The times they aren’t a-changin’

Thanks to @drpeterrodgers for pointing out these two chemistry-related articles from Nature in 1970.

First up, is Chemists are Like Dodos (you need to be a subscriber — sorry), which looks at a report by Prof. Colin Eaborn entitled, ‘Committee of Enquiry into the Relationship between University Courses in Chemistry and the Needs of Industry’ for the Royal Institute of Chemistry. Here’s a quote from the article:

With touching devotion to the belief that chemistry is not so much a discipline as a virtue, the committee proclaims the advantages of the present system for training chemists at British universities, deplores the way in which students appear to be increasingly unwilling to exploit these advantages, bemoans the difficulties which beset graduates seeking jobs and then hopes—its recommendations are hardly better—that by some magic everything will come right. In much the same spirit, no doubt, the last of the now vanished quill pen manufacturers must have wrung their hands in bewilderment over the falling away in trade. Are not our quill pens as good or even better than ever? Is it not mere fickleness and even fecklessness that has driven the customers away? And will not everything be right again if we hang on (with government subsidies to help) waiting for people to change? This, at least, is what the least adventurous among the quill makers would have said—their more farsighted colleagues would have been investing heavily in the manufacture of steel nibs. The danger now, in British chemistry, is that Professor Eaborn’s report will serve only to undermine the flickering resolution of those who may have considered that the time is right for change.

Ouch!

Following on is a second piece, No Formula for Change (again, subscribers only), which opens as thus:

A SORRY tale of a declining proportion of the most able students being attracted to university chemistry courses and of poor prospects for chemists in the job market is told in a report published this week by the Royal Institute of Chemistry.

Oh dear…

It seems that chemistry has similar issues/problems, whether in 1970 or 2013 — not enough jobs and we’re just not willing to change (enough).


Set down the entries below exactly as written.

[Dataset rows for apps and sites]
↓↓↓
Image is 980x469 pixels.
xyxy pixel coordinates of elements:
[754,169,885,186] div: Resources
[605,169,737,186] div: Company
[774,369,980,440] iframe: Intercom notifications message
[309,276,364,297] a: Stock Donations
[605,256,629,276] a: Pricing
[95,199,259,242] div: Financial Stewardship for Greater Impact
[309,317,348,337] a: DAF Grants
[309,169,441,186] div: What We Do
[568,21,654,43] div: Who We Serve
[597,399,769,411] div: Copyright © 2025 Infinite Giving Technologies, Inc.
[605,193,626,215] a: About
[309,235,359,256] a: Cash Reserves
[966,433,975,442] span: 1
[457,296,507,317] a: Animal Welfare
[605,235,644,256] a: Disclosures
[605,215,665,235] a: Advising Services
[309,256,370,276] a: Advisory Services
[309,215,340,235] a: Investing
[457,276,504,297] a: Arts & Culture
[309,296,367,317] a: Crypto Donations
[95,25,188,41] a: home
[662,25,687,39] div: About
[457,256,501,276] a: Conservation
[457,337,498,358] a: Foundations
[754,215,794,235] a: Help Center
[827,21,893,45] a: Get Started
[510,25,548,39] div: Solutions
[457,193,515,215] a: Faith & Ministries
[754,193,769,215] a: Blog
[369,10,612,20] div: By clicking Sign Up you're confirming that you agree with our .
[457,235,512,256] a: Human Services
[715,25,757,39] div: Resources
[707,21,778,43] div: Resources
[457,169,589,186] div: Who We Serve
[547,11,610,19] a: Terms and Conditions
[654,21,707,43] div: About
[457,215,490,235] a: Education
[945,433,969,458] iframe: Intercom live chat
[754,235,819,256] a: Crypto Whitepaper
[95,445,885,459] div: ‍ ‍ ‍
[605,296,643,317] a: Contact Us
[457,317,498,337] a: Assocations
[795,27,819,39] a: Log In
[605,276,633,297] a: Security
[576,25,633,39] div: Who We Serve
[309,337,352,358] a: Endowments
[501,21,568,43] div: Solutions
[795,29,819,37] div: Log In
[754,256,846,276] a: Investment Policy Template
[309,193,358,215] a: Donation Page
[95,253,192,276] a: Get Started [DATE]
↑↑↑
**Output of the exercise**
Image is 980x469 pixels.
xyxy pixel coordinates of elements:
[754,169,885,186] div: Resources
[605,169,737,186] div: Company
[774,369,980,440] iframe: Intercom notifications message
[309,276,364,297] a: Stock Donations
[605,256,629,276] a: Pricing
[95,199,259,242] div: Financial Stewardship for Greater Impact
[309,317,348,337] a: DAF Grants
[309,169,441,186] div: What We Do
[568,21,654,43] div: Who We Serve
[597,399,769,411] div: Copyright © 2025 Infinite Giving Technologies, Inc.
[605,193,626,215] a: About
[309,235,359,256] a: Cash Reserves
[966,433,975,442] span: 1
[457,296,507,317] a: Animal Welfare
[605,235,644,256] a: Disclosures
[605,215,665,235] a: Advising Services
[309,256,370,276] a: Advisory Services
[309,215,340,235] a: Investing
[457,276,504,297] a: Arts & Culture
[309,296,367,317] a: Crypto Donations
[95,25,188,41] a: home
[662,25,687,39] div: About
[457,256,501,276] a: Conservation
[457,337,498,358] a: Foundations
[754,215,794,235] a: Help Center
[827,21,893,45] a: Get Started
[510,25,548,39] div: Solutions
[457,193,515,215] a: Faith & Ministries
[754,193,769,215] a: Blog
[369,10,612,20] div: By clicking Sign Up you're confirming that you agree with our .
[457,235,512,256] a: Human Services
[715,25,757,39] div: Resources
[707,21,778,43] div: Resources
[457,169,589,186] div: Who We Serve
[547,11,610,19] a: Terms and Conditions
[654,21,707,43] div: About
[457,215,490,235] a: Education
[945,433,969,458] iframe: Intercom live chat
[754,235,819,256] a: Crypto Whitepaper
[95,445,885,459] div: ‍ ‍ ‍
[605,296,643,317] a: Contact Us
[457,317,498,337] a: Assocations
[795,27,819,39] a: Log In
[605,276,633,297] a: Security
[576,25,633,39] div: Who We Serve
[309,337,352,358] a: Endowments
[501,21,568,43] div: Solutions
[795,29,819,37] div: Log In
[754,256,846,276] a: Investment Policy Template
[309,193,358,215] a: Donation Page
[95,253,192,276] a: Get Started [DATE]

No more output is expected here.